For Don Hall, the film's director, the news that Disney had acquired Marvel was thrilling. A lifelong reader of comic books, at the time he was working on the studio's 2011 version of Winnie the Pooh. But he quickly started researching Marvel's rich back catalogue. "On my lunch hours during Winnie the Pooh I made a list of what Marvel comics I'd liked as a kid," Hall says.
"I supplemented that list by going online, where I found something like 5000 Marvel characters. That's how I came across Big Hero 6. It's a title that shows up here and there throughout the Marvel universe. But there were only ever 13 issues total, which is very few. I thought the title was bitchin', and it was a Japanese superhero team, which was double-bitchin'. It struck me as being a love letter to Japanese pop culture."
Perhaps unsurprisingly, Disney's ranks are filled with fanboys, men and women who grew up loving comic books. Hall says that as word got around that he was developing an animated feature based on a Marvel title, staffers he had never met would approach him and demand to work on the film. His co-director, Chris Williams, says: "People often get into animation because they spent a lot of their childhood in their bedrooms writing stories, drawing, watching science-fiction movies and the rest of it. So when Don started talking about doing a superhero movie with Japanese anime influences, that struck a chord with a lot of the artists here."
Big Hero 6 takes place in the fictional city of San Fransokyo, a mash-up of San Francisco and Tokyo, where the Golden Gate Bridge has been modified to incorporate the shapes of a torii, or traditional Japanese gateway.
Disney's film is a hybrid of genres and styles. The scene in which Baymax first flies through the city wearing a red, armoured suit built for him by Hiro carries loud echoes of a similar sequence from the original Iron Man (2008), the movie that launched Marvel Studios and unleashed the current spate of superhero blockbusters.

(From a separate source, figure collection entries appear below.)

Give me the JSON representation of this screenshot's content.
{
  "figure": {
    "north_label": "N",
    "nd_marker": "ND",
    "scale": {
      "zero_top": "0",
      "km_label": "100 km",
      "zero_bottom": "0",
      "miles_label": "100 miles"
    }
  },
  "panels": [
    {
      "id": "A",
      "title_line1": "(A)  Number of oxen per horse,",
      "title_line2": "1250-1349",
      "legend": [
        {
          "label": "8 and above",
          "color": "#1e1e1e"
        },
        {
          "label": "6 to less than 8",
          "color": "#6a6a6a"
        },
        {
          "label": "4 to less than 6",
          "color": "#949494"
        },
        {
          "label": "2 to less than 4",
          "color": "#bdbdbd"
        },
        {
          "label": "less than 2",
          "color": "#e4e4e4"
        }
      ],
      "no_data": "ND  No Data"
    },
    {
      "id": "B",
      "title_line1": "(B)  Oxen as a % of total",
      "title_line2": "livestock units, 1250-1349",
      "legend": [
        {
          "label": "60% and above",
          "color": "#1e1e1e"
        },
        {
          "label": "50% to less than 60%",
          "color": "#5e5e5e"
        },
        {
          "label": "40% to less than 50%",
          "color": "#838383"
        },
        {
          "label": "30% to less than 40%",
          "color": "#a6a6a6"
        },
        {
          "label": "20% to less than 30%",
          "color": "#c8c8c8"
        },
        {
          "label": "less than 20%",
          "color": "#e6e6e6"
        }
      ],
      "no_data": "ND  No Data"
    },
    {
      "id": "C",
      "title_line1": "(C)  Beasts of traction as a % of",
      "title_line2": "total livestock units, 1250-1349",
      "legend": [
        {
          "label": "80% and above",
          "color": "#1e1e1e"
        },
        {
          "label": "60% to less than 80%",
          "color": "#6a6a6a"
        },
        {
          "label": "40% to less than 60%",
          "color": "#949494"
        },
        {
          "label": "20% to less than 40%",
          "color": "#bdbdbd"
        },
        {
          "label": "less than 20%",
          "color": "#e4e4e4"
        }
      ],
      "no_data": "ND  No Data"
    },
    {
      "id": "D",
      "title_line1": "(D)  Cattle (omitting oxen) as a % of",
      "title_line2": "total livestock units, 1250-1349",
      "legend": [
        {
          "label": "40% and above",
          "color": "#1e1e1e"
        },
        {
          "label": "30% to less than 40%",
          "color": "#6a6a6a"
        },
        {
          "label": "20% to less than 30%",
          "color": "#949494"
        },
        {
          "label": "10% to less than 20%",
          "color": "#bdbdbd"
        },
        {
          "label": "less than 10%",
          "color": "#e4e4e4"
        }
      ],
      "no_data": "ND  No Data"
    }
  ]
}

The film-makers also harbour a shared affection for the work of the legendary Japanese animator Hayao Miyazaki. No coincidence, then, that in silhouette Hiro and Baymax could almost be mistaken for Satsuki and Totoro, the young girl and kindly forest spirit of Miyazaki's My Neighbour Totoro (1988).
"There's something very powerful and intimate about the relationship between Satsuki and Totoro, and we were influenced by that," Williams says. "Totoro and Baymax have similar traits: they're quiet, girthy, but with a sense of goodness, selflessness and warmth."
Williams, who was born in 1971, suggests he and Hall are from the first generation of Americans exposed to contemporary Japanese culture. "My first exposure to anime as a kid was Battle of the Planets, the redubbed version of a popular Japanese animated series [Science Ninja Team Gatchaman]," he says. "Later, we would pass around rare video cassettes of anime movies like Akira, so we would get these little windows into what was happening in Japanese pop culture."
What: Big Hero 6, animated superhero movie from Disney and Marvel
When: Opens at cinemas on Boxing Day
Who's it for: Everyone but especially boys who like making stuff.